Economy
New Book Exposes Government Cover Up on Cancer Cluster
Walter Pless image of Wentworth Park as it is today
Tomorrow’s Children, the newly-published memoir by Poppy Lopatniuk, will be launched by Judy Tierney and Professor Rob White on Friday 6th July.
Mrs Lopatniuk has struggled to get any politicians or Government departments interested in conducting a proper health investigation into the cancer cluster around the Old Howrah tip site on the eastern shore of Hobart. As she points out, an epidemiological study would only involve the couple of hundred people who lived around and on the tip site during its lifespan and just after its closure. Yet she has spent over fifteen years trying to get the Health Department and Clarence Council to take her own research and evidence seriously.
The book is more than a whistleblower’s story. It is a memoir of a happy childhood in north-west Tasmania and the living of an interesting, compassionate, and loving life. It is a reminder that Tasmania in the past has generously taken in refugees after World War Two and made them welcome. It is a story of neighbourly concern and kindness. And it is a reminder that public health and community safety issues need to be the number one priority for the Department of Health’s Public and Environmental Health Service in Tasmania.
In the case of the Wentworth Park Landfill, the danger from toxic contamination now appears to have passed but those who accepted dishonest assurances from the Department of Health, Council and other Government departments in the 1960s and 1970s have paid a high price. It is shocking that almost every household around the tipsite in those years has suffered serious health issues including cancers and auto-immune diseases which have taken lives and left others with chronic health problems.
Other public and environmental health investigations in more recent years in Tasmania have followed the same pattern of flawed investigations as has occurred at Wentworth Park.
Tomorrow’s Children is the record of a brave woman’s struggle to get answers on a vital public health issue. At the age of 85 when many people are taking it easy Poppy Lopatniuk is still asking that our politicians and public servants be held accountable. She deserves our admiration and support.
ABC personality Judy Tierney has written an excellent introduction to the book and has taken a continuing interest in this issue. Judy Tierney and Professor Rob White from the University of Tasmania will jointly launch the book.
Tomorrow’s Children is now available from most Hobart bookshops and will be available for signing by the author at the book launch on the 6th July at 5.30pm at the Hobart Bookshop, 22 Salamanca Square.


TASK DESCRIPTION: Print, exactly as they appear in the listing below, the lines from the line with "This screenshot has height=655, width=1234." to the line with "What do you see at coordinates (1163, 170)", with both end lines kept.
── TASK INPUT
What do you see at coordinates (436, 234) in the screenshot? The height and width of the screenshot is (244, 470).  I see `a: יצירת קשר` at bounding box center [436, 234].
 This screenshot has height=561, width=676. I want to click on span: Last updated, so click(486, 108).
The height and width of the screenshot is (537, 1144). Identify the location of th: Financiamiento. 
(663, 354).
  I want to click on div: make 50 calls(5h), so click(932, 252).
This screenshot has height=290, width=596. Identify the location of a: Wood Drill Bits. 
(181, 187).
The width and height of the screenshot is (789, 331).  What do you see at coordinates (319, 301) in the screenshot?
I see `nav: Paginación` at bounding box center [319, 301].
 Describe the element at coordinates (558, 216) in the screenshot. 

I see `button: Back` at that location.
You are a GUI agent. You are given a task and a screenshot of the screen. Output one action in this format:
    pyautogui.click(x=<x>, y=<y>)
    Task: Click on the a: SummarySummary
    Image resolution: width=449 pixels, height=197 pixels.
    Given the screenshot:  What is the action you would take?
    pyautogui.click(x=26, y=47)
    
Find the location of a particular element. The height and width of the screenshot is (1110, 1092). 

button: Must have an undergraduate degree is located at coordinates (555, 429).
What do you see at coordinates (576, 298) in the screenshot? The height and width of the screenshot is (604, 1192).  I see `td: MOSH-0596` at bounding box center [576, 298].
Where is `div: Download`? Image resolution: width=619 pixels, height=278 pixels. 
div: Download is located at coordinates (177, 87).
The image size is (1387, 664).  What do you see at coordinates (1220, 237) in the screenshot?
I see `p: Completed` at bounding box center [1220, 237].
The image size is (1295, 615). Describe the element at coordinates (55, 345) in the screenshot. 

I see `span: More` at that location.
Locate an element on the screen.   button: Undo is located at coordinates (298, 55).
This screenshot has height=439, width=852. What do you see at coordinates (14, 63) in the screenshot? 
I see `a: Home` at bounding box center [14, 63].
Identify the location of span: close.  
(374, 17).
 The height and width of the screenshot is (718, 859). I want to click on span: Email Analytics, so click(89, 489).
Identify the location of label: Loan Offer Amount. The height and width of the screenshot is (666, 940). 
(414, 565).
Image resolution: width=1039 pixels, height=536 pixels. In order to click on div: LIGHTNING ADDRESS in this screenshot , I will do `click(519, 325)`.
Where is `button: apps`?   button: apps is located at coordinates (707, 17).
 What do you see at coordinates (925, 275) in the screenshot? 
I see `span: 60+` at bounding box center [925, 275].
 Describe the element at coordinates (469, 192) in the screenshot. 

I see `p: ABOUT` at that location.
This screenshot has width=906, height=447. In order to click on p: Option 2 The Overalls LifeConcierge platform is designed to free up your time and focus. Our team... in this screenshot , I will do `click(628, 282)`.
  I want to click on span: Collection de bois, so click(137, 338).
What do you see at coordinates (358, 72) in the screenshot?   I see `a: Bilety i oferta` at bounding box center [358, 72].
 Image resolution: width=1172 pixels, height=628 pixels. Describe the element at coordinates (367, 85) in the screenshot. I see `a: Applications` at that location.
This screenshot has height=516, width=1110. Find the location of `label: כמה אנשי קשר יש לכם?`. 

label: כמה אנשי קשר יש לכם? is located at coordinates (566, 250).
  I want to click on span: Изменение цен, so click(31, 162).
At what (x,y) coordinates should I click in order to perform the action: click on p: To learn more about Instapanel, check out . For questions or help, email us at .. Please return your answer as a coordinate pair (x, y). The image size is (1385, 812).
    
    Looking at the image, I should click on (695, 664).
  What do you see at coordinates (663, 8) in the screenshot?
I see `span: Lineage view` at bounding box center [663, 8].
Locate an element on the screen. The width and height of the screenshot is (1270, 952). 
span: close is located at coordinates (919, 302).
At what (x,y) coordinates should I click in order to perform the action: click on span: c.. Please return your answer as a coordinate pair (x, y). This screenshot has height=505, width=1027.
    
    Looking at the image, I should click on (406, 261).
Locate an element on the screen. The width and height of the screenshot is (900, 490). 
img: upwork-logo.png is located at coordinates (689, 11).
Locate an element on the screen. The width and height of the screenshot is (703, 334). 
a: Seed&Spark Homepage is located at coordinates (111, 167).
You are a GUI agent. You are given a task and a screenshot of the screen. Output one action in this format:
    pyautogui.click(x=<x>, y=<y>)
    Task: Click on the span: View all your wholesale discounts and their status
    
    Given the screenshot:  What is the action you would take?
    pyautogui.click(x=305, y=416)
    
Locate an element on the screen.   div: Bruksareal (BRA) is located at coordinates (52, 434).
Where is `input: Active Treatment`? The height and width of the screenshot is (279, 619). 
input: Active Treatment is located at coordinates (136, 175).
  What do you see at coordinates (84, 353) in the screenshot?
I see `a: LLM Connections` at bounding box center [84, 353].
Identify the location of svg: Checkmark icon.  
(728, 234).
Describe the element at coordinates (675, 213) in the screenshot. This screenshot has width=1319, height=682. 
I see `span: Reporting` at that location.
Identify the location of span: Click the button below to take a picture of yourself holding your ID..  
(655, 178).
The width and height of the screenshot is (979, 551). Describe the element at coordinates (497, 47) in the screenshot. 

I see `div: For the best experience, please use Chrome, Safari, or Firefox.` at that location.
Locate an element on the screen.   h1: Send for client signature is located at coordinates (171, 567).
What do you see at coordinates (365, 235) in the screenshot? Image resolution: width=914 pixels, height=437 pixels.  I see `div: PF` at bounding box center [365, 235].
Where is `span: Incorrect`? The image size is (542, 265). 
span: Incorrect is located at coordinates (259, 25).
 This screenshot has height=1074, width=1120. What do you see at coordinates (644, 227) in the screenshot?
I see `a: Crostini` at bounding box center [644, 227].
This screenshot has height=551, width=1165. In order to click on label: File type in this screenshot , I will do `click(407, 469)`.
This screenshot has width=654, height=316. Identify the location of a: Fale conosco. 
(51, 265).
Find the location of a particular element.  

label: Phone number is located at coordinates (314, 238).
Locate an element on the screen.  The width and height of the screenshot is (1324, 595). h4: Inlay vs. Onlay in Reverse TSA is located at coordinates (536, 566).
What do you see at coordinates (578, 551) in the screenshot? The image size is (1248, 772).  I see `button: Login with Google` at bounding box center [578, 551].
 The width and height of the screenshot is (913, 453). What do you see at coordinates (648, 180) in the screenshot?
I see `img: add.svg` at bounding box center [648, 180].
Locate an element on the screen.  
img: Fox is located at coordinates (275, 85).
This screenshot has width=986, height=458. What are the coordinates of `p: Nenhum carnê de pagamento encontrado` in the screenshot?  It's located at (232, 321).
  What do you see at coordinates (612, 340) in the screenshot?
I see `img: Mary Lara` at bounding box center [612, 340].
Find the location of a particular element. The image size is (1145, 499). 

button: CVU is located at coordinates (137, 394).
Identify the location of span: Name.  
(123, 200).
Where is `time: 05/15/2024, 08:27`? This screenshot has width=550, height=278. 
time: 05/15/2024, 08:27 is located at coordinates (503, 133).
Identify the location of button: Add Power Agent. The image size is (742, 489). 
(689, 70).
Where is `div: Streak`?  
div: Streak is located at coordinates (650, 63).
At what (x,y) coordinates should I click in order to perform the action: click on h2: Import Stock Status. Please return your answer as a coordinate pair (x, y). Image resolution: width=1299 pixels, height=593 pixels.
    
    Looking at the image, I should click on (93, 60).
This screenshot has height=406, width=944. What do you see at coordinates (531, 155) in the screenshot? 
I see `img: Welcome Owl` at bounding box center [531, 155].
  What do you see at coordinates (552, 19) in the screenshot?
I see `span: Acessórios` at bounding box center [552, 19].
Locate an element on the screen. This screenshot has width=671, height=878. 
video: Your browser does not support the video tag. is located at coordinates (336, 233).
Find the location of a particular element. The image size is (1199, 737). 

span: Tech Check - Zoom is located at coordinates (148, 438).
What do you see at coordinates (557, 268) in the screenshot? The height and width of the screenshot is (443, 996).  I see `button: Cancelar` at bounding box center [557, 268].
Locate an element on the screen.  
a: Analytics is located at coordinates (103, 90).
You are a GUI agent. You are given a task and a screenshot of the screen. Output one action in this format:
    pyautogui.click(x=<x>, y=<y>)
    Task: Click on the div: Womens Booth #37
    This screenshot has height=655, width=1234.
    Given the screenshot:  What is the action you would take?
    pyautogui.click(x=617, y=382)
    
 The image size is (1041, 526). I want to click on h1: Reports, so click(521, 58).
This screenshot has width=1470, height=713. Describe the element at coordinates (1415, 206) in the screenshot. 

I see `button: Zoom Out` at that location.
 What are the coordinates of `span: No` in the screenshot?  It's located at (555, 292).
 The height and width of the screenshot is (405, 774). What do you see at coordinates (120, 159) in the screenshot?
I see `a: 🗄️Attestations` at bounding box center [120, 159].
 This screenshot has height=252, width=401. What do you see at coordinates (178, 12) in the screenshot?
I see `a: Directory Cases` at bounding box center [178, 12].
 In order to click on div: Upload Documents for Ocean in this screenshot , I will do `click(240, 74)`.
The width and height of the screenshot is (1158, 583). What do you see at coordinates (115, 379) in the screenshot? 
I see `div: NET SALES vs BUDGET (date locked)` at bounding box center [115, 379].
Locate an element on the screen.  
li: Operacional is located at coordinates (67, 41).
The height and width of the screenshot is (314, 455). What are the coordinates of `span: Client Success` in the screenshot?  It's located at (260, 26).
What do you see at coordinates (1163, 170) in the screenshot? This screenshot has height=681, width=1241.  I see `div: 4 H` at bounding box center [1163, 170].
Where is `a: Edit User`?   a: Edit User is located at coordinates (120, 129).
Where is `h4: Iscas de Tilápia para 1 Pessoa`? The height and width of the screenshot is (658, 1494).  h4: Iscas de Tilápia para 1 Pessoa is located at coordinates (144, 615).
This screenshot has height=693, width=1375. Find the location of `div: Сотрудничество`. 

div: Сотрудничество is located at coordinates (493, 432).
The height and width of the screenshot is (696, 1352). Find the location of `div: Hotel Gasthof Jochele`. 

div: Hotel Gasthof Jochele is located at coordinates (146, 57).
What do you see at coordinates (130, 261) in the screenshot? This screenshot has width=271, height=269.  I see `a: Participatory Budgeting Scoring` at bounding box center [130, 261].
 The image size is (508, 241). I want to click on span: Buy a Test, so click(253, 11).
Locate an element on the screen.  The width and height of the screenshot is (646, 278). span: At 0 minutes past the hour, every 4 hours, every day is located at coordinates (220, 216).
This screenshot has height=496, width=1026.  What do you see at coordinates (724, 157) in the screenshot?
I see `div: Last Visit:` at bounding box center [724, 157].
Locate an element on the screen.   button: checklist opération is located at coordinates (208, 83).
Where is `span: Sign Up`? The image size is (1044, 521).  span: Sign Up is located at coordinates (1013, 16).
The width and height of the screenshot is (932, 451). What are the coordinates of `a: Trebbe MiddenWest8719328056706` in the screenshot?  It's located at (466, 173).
────
ANSWER BOX:
    This screenshot has height=655, width=1234.
    Given the screenshot:  What is the action you would take?
    pyautogui.click(x=617, y=382)
    
 The image size is (1041, 526). I want to click on h1: Reports, so click(521, 58).
This screenshot has width=1470, height=713. Describe the element at coordinates (1415, 206) in the screenshot. 

I see `button: Zoom Out` at that location.
 What are the coordinates of `span: No` in the screenshot?  It's located at (555, 292).
 The height and width of the screenshot is (405, 774). What do you see at coordinates (120, 159) in the screenshot?
I see `a: 🗄️Attestations` at bounding box center [120, 159].
 This screenshot has height=252, width=401. What do you see at coordinates (178, 12) in the screenshot?
I see `a: Directory Cases` at bounding box center [178, 12].
 In order to click on div: Upload Documents for Ocean in this screenshot , I will do `click(240, 74)`.
The width and height of the screenshot is (1158, 583). What do you see at coordinates (115, 379) in the screenshot? 
I see `div: NET SALES vs BUDGET (date locked)` at bounding box center [115, 379].
Locate an element on the screen.  
li: Operacional is located at coordinates (67, 41).
The height and width of the screenshot is (314, 455). What are the coordinates of `span: Client Success` in the screenshot?  It's located at (260, 26).
What do you see at coordinates (1163, 170) in the screenshot? This screenshot has height=681, width=1241.  I see `div: 4 H` at bounding box center [1163, 170].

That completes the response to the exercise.